Rock & Mineral Encyclopedia
Search and identify 1,000+ rocks, minerals, crystals, and gemstones — with properties, formation, colors, hardness, and how to tell them apart.

Montana Garnet
Montana Garnet is red almandine recovered from Montana placer gravels, often alongside the state's famous sapphires.
gemstone
Amphibolite
A dark, dense metamorphic rock dominated by hornblende and plagioclase, formed by medium- to high-grade metamorphism of basalt.
metamorphic
Ceylon Garnet
Ceylon Garnet is a historic trade name for fine red almandine (and hessonite) garnet from the gem gravels of Sri Lanka.
gemstone
Coldwater Agate
A glacially transported agate found in Midwestern gravels, named for the Coldwater area, showing banded chalcedony patterns.
gemstone
Andesite
A fine-grained, intermediate volcanic rock common at subduction-zone volcanoes, between basalt and rhyolite in composition.
igneous
Harzburgite
A depleted mantle peridotite of olivine and orthopyroxene, the refractory residue left after basaltic melt is extracted from the mantle.
igneous
Turbidite
A graded sedimentary deposit laid down by underwater turbidity currents, recording avalanches of sediment cascading down submarine slopes.
sedimentary
Calcilutite
A very fine-grained, mud-sized limestone formed from carbonate mud, smooth and dense with conchoidal fracture.
sedimentary
Prehnite
A translucent yellow-green silicate famous for its botryoidal 'grape' clusters, often hosting needle-like sprays of black epidote.
mineral
Purple Agate
A purple-toned banded chalcedony, sometimes naturally amethystine but frequently produced by dyeing gray agate.
gemstone
Greenschist
A green, foliated low-grade metamorphic rock colored by chlorite, actinolite, and epidote, marking the greenschist metamorphic facies.
metamorphic
Granulite
A high-grade metamorphic rock formed in the deep, hot crust, marked by anhydrous minerals like pyroxene and garnet.
metamorphic
Iceland Spar
A transparent, optical-grade variety of calcite famous for strong double refraction, splitting images and light into two rays.
mineral
Argillite
Hardened, fine-grained mudrock intermediate between shale and slate, dense and non-fissile, often carved into ornaments.
sedimentary
Crinoidal Limestone
A fossiliferous limestone built largely from the disc-shaped skeletal plates of crinoids, marine animals known as sea lilies.
sedimentary
Bekily Garnet
A rare color-change garnet from Bekily, Madagascar, shifting from bluish-green in daylight to purplish-red under warm light, including the famed blue garnets.
gemstone
Needle Tourmaline
Fine acicular (needle-like) tourmaline crystals, often black schorl, frequently seen as slender inclusions within clear quartz.
mineral
Calc-Silicate Rock
A metamorphic rock of calcium-rich silicate minerals formed from impure limestone or dolomite altered by heat and fluids.
metamorphic
Color-Change Tourmaline
A rare tourmaline that visibly changes color between daylight and incandescent light, similar to the alexandrite effect.
gemstone
Color Change Garnet
A rare garnet that dramatically shifts color from greenish in daylight to reddish under lamplight, rivaling alexandrite.
gemstone
Gneiss
A high-grade metamorphic rock defined by alternating light and dark mineral bands, formed under intense heat and pressure.
metamorphic
Schist
A medium-grade metamorphic rock rich in aligned platy minerals that gives it a shiny, easily splitting, foliated texture.
metamorphic
Dark Green Tourmaline
Deeply saturated green tourmaline colored by iron, often so dark it appears nearly black until viewed in bright light.
gemstone
Slate
A fine-grained, low-grade metamorphic rock that splits into flat sheets along slaty cleavage, long used for roofing and flooring.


__Problem to solve__: Identify every line in the records below that contains the word "object", and copy each of those lines.

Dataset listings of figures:
################
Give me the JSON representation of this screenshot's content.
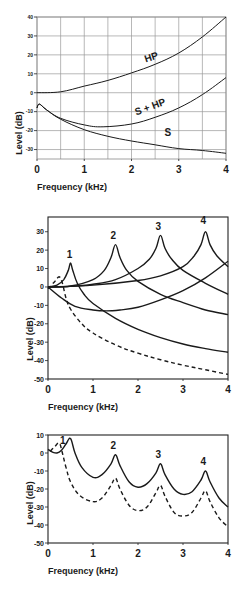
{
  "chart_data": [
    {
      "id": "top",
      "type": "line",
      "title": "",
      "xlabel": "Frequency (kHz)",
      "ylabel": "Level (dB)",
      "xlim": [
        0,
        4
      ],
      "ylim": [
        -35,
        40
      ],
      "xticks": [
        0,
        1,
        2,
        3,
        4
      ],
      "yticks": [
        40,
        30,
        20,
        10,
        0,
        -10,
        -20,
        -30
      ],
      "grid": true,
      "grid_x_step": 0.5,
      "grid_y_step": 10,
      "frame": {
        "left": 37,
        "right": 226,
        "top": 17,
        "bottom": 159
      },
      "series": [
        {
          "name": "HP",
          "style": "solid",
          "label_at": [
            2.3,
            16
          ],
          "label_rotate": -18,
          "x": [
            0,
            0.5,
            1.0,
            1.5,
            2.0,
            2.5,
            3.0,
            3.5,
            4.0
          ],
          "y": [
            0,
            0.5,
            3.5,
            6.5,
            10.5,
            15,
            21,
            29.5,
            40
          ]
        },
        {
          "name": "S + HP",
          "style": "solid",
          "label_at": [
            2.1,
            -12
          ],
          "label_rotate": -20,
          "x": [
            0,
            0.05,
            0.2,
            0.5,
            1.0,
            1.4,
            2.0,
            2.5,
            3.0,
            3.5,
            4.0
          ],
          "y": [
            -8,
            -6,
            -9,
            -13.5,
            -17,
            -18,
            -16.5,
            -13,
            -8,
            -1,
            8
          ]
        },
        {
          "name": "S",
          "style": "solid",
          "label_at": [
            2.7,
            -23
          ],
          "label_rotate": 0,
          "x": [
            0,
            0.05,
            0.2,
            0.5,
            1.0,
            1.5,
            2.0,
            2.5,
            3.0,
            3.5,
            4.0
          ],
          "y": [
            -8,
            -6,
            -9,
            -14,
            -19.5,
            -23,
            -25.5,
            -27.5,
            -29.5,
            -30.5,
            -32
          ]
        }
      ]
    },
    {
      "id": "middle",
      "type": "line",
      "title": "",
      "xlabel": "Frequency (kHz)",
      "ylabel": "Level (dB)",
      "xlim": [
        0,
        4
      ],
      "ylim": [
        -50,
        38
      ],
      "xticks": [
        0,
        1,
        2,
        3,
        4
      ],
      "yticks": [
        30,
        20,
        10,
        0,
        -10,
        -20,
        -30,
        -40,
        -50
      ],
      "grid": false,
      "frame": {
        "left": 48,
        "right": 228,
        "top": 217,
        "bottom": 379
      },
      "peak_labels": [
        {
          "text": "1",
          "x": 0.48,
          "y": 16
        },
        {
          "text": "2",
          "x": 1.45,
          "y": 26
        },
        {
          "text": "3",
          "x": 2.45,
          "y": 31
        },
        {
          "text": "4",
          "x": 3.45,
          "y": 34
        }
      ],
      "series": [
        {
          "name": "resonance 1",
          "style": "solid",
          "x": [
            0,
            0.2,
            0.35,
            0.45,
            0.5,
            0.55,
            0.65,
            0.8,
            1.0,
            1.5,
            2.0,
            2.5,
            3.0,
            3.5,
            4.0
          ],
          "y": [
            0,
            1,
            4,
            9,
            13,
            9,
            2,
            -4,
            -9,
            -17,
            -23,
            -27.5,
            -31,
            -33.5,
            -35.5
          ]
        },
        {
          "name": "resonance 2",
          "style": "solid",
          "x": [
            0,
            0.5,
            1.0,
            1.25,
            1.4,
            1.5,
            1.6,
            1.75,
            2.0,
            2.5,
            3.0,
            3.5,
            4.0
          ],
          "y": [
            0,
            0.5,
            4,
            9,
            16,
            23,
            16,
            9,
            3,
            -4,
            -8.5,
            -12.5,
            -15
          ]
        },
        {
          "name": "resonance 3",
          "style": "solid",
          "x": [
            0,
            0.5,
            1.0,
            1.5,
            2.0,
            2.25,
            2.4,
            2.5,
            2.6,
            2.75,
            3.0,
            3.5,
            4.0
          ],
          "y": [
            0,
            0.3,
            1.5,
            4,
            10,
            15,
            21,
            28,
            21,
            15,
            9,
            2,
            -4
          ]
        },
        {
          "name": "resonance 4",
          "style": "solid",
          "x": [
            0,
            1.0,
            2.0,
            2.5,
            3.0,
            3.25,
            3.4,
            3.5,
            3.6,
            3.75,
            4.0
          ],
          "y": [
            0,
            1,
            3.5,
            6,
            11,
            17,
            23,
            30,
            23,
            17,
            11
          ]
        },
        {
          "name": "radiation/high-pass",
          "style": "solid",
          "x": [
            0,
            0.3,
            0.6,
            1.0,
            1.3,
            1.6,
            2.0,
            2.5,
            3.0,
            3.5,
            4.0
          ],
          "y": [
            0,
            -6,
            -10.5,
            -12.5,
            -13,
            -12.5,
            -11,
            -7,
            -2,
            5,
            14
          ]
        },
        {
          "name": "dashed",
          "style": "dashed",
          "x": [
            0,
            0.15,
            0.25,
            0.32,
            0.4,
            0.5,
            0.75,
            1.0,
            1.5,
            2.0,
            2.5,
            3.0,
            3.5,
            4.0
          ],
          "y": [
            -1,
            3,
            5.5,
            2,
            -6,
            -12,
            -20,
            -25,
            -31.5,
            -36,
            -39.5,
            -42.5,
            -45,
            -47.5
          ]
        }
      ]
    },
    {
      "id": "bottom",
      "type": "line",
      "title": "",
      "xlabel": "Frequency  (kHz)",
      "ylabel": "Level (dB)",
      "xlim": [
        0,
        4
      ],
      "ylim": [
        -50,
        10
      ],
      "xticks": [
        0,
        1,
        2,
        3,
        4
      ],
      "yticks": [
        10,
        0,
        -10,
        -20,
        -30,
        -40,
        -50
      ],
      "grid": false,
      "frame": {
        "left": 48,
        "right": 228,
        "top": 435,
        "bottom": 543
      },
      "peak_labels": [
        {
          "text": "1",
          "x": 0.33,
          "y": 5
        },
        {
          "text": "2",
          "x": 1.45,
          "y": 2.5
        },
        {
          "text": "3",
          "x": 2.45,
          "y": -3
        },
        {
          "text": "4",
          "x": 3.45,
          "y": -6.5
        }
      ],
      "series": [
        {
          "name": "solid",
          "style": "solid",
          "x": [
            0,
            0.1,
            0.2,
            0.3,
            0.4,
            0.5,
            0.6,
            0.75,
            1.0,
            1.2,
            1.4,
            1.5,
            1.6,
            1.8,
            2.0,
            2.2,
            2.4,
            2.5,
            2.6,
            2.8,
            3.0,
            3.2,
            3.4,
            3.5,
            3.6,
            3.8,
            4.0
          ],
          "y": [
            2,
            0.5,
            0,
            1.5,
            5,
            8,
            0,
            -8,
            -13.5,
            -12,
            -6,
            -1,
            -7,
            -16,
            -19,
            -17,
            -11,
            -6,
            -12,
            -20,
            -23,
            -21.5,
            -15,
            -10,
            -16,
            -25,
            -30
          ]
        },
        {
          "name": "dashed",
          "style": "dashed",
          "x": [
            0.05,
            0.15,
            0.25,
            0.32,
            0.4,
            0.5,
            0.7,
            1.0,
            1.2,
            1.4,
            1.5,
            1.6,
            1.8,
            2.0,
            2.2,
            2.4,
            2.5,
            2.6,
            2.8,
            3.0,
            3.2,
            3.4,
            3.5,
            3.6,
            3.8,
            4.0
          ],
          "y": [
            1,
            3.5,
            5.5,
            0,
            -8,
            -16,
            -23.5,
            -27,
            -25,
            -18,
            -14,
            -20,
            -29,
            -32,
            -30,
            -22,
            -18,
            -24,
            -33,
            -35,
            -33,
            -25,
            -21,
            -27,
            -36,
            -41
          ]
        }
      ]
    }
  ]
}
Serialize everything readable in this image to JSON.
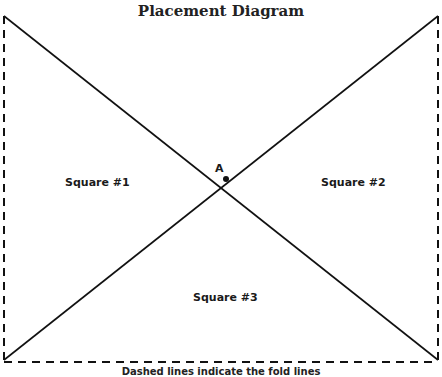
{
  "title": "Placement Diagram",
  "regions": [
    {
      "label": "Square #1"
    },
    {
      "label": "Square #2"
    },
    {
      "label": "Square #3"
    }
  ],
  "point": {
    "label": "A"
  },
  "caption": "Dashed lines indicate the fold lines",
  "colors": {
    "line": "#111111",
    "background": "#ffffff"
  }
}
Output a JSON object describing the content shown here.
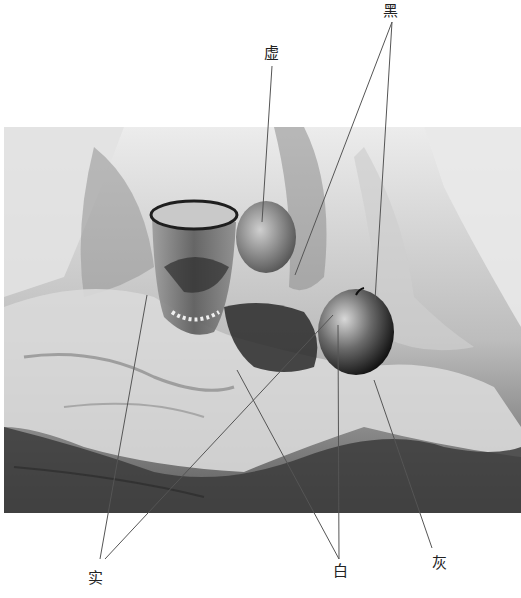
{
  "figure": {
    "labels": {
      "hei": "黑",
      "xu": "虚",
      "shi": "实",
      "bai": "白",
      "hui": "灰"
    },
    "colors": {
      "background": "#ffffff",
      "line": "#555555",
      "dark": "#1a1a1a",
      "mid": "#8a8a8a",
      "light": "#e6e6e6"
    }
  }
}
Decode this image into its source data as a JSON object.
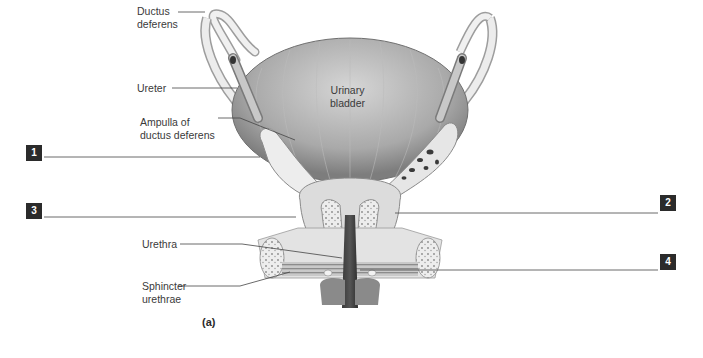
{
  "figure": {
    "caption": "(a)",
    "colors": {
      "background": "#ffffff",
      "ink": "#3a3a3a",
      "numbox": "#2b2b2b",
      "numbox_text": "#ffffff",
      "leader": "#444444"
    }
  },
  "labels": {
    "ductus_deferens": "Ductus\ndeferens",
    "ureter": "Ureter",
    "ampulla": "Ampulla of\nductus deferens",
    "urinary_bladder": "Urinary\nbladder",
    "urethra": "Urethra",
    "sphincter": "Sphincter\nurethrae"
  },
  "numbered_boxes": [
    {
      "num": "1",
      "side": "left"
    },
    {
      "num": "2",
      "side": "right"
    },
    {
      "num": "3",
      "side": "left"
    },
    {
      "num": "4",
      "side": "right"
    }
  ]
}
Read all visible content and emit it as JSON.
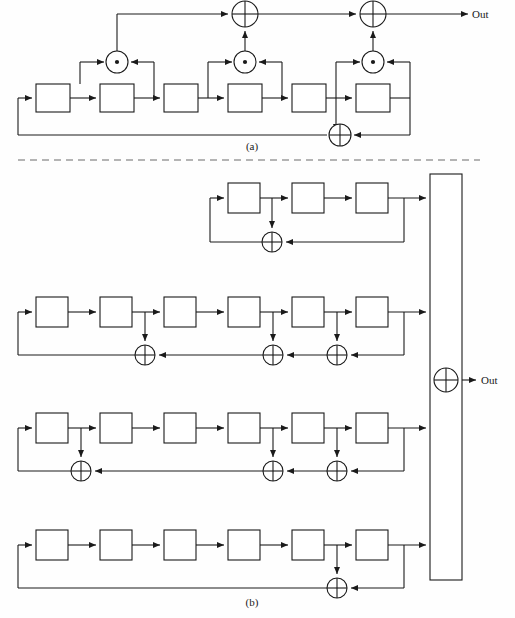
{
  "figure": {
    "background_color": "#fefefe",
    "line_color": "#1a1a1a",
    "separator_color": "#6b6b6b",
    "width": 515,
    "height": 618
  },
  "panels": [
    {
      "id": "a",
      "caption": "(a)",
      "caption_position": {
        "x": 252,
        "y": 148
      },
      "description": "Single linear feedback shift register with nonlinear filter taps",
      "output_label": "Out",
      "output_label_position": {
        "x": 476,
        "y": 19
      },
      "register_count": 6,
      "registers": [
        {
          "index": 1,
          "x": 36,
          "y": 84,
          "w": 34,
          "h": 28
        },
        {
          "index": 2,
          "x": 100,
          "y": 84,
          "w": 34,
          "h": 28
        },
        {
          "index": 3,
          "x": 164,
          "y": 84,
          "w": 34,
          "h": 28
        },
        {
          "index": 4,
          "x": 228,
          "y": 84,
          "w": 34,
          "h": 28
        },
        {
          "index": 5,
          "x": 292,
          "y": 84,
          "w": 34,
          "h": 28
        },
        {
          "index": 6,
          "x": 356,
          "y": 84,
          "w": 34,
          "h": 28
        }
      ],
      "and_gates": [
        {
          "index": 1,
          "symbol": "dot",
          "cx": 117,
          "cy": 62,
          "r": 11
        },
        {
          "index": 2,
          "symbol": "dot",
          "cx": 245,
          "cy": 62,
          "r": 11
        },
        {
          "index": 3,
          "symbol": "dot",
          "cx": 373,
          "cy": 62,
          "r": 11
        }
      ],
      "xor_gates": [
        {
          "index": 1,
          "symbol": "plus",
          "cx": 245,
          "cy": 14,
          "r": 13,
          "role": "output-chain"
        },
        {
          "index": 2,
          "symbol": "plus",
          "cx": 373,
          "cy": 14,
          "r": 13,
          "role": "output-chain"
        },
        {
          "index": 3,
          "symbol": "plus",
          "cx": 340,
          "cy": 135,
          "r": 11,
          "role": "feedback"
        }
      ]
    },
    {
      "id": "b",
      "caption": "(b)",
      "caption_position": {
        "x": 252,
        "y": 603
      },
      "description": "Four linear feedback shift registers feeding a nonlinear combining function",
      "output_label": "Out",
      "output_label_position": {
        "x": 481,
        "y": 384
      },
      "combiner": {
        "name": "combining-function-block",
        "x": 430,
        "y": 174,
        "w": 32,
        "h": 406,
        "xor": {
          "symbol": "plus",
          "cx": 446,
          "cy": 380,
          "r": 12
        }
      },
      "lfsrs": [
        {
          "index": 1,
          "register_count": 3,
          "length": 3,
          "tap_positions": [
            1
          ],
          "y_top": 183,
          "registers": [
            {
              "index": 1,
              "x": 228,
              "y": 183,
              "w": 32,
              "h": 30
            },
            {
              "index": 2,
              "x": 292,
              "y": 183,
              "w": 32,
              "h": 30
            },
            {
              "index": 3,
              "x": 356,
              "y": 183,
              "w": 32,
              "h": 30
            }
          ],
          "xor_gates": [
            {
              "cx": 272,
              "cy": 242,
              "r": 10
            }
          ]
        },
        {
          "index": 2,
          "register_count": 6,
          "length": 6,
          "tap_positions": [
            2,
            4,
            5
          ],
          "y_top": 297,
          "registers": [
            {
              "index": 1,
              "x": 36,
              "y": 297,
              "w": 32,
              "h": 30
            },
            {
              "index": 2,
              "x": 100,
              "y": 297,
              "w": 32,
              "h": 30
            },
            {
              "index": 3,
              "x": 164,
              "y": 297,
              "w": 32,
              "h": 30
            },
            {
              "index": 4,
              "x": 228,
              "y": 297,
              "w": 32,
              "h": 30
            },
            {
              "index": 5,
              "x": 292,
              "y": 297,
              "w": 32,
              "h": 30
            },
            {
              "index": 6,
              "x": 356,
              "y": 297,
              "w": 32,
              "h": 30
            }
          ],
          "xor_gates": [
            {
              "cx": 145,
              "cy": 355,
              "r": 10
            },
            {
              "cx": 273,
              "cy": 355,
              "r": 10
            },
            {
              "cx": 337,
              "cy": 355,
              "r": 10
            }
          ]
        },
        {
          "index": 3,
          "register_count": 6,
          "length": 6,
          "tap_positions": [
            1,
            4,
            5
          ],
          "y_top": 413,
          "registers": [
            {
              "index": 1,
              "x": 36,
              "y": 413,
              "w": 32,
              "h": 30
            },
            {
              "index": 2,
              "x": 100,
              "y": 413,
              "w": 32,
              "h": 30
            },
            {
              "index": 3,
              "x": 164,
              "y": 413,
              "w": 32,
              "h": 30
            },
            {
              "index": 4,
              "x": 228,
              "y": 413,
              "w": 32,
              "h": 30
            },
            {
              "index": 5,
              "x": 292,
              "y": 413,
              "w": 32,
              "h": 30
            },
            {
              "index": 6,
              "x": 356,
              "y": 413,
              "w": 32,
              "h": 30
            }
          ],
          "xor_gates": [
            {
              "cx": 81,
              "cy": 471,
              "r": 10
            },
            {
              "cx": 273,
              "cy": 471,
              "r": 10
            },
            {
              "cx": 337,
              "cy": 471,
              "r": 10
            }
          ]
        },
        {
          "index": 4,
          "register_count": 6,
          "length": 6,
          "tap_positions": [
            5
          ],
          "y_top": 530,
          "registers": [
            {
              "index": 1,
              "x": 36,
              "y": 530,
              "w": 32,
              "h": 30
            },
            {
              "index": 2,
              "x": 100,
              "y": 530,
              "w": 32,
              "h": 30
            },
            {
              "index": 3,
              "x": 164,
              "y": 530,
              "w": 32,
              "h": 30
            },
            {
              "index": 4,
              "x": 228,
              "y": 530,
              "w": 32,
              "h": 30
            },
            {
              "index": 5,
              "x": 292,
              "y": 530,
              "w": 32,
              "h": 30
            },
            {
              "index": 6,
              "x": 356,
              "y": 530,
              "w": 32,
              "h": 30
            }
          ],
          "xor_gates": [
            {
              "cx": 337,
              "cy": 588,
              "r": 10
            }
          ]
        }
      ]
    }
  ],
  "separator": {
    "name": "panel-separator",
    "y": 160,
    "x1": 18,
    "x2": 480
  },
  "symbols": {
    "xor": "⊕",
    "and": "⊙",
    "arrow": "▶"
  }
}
################
__Solved problem__:
Output a JSON object describing the content shown here.
Decode this image into its source data as a JSON object.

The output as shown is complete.